Pirate Bay Defendant Aims For Sweden's Supreme Court
justice4all writes with this news from eWeek Europe:"One of the defendants in the Pirate Bay trial says he will take his appeal bid to the Supreme Court in Sweden. One of the defendants of the Pirate Bay trial, the Swedish tech magnate Carl Lundstrom, has confirmed he will appeal the sentence imposed by a Swedish appeal court, by taking his case to Sweden's Supreme Court. Lundstrom, along with his three co-defendants – Peter Sunde, Gottfrid Svartholm Warg, and Fredrik Neij – were found guilty of being accessories to copyright violations by a Swedish court back in April 2009. The copyright test case against The Pirate Bay was brought by the Swedish subsidiaries of leading music and film companies, including Sony BMG, Universal Music, EMI and Warner Brothers."
Despite the fact that a Swedish court ordered an ISP to shut down service to The Pirate Bay in August last year, the website continues to function. The website is now apparently registered in the Seychelles.
It should be pointed out that Pirate Bay does not host copyrighted material itself, but instead links to a number of torrents elsewhere on the Internet.
These two paragraphs alone highlight the futility of the recording industry's crusade against piracy. I bet it's lawyers who love to hate piracy more than anybody else.
The world will go on without not-for-profit average joes buying every movie that shows up. Corporate media is not important to the human race as a whole.
If hearing a song without the proper license to do so gives a corporation the right to take someone's liberty and pursuit of happiness, this is a crappy set of laws to live under.
You mean, as opposed to your (US/UK) common law system where laws are made up by judges as they go along?
Escher was the first MC and Giger invented the HR department.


What you need to do> The lines to be extracted begin at the line containing "Chart 'woman' bounding box." and end at the last line of the data below; copy them exactly and leave out the pictures.

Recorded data
==*==
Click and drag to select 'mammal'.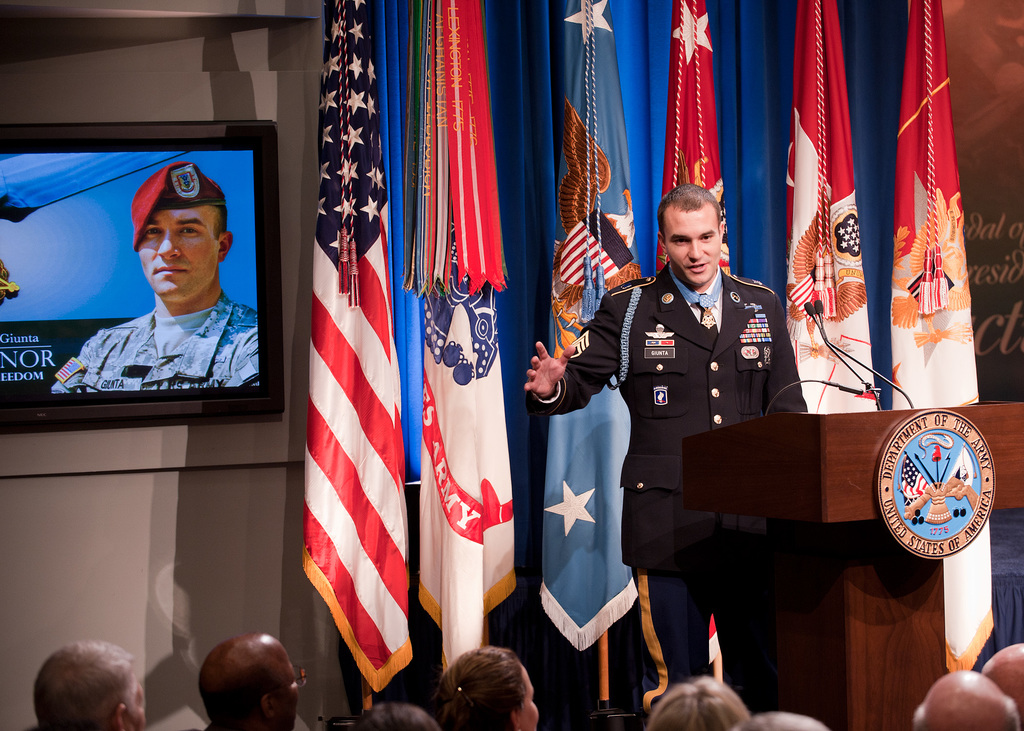
Selection: <region>53, 162, 259, 392</region>.
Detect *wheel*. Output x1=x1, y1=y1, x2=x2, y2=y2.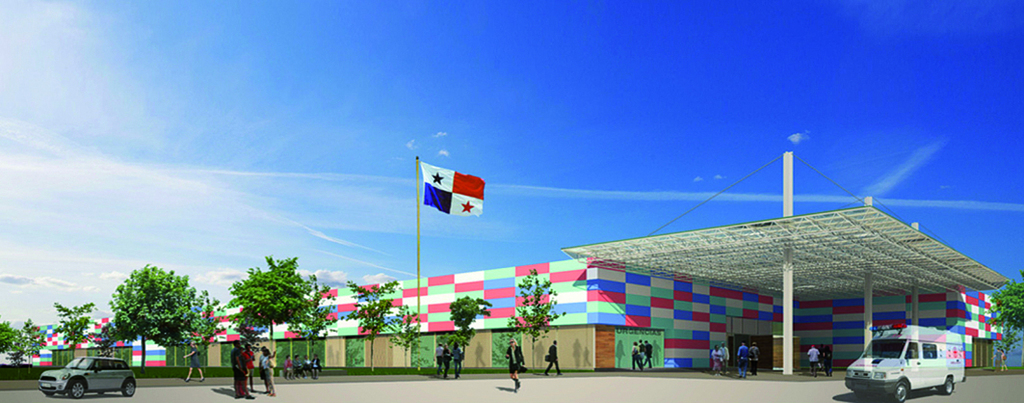
x1=68, y1=380, x2=86, y2=399.
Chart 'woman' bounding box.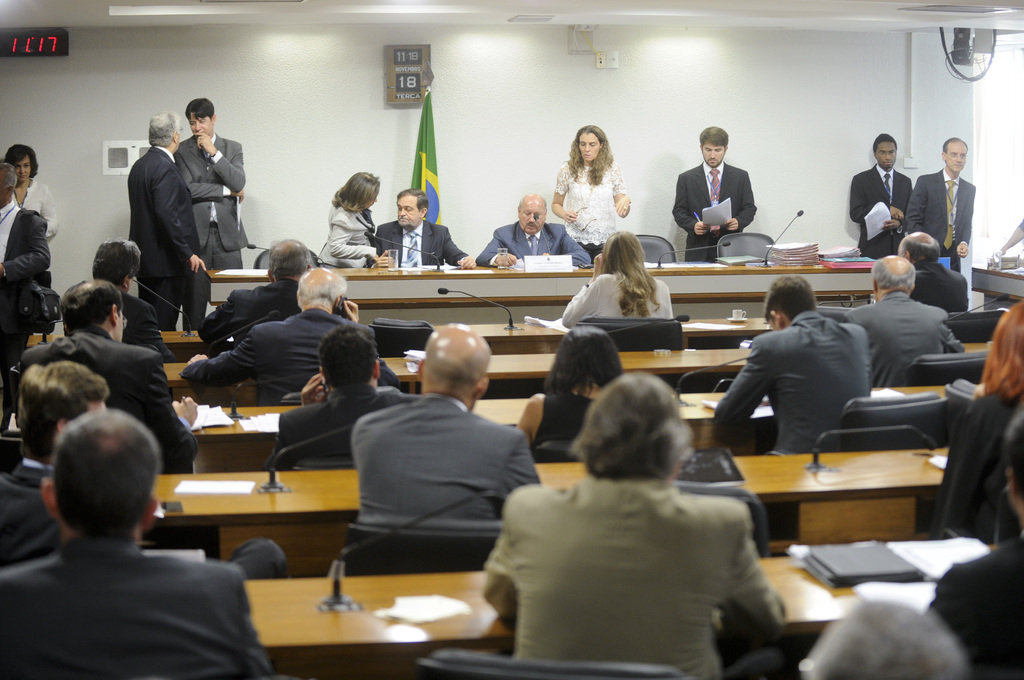
Charted: select_region(560, 228, 677, 326).
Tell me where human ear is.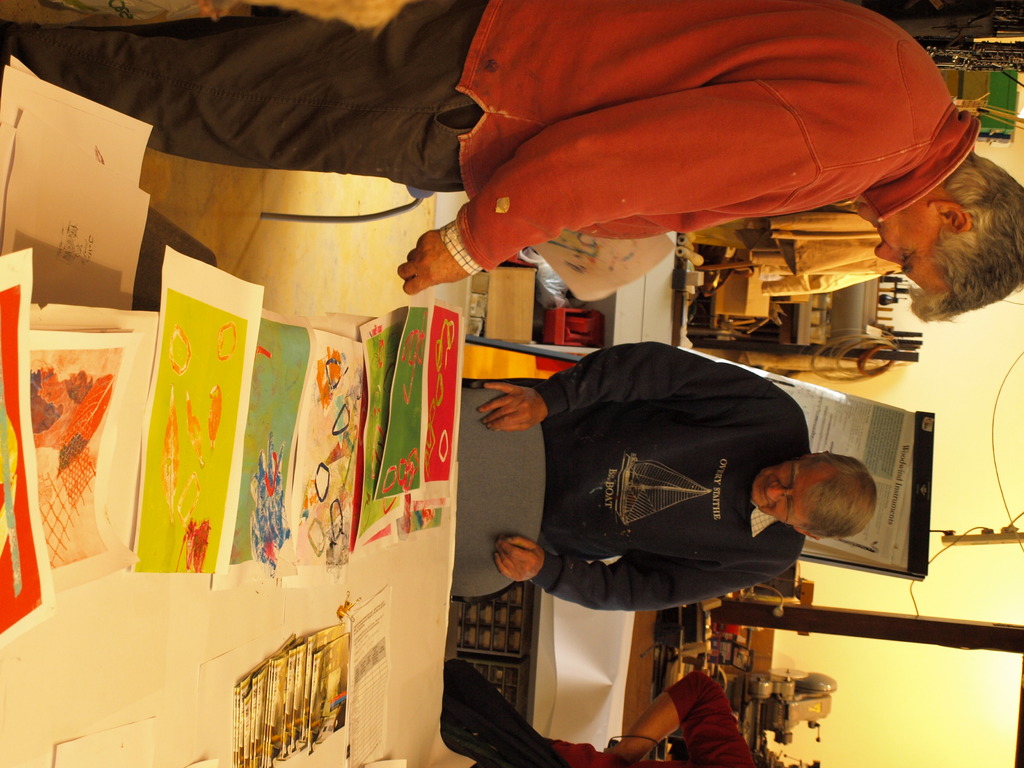
human ear is at 930/200/972/234.
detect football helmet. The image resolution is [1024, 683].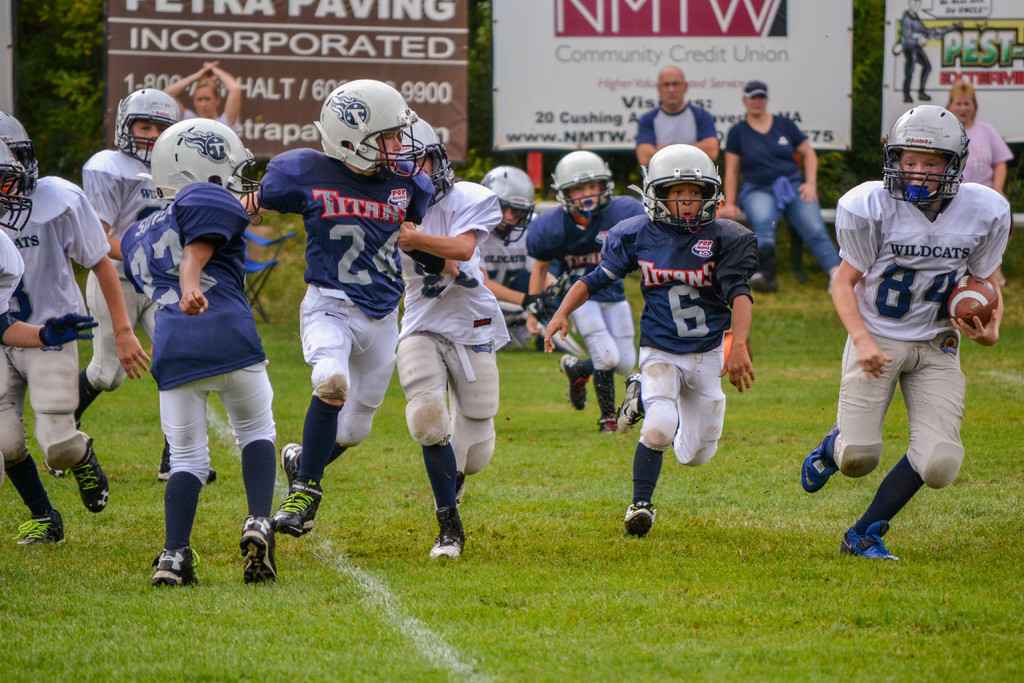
==*==
Output for this task>
Chart 'woman' bounding box.
Charted: select_region(560, 228, 677, 326).
Tell me where human ear is.
human ear is at 930/200/972/234.
detect football helmet. The image resolution is [1024, 683].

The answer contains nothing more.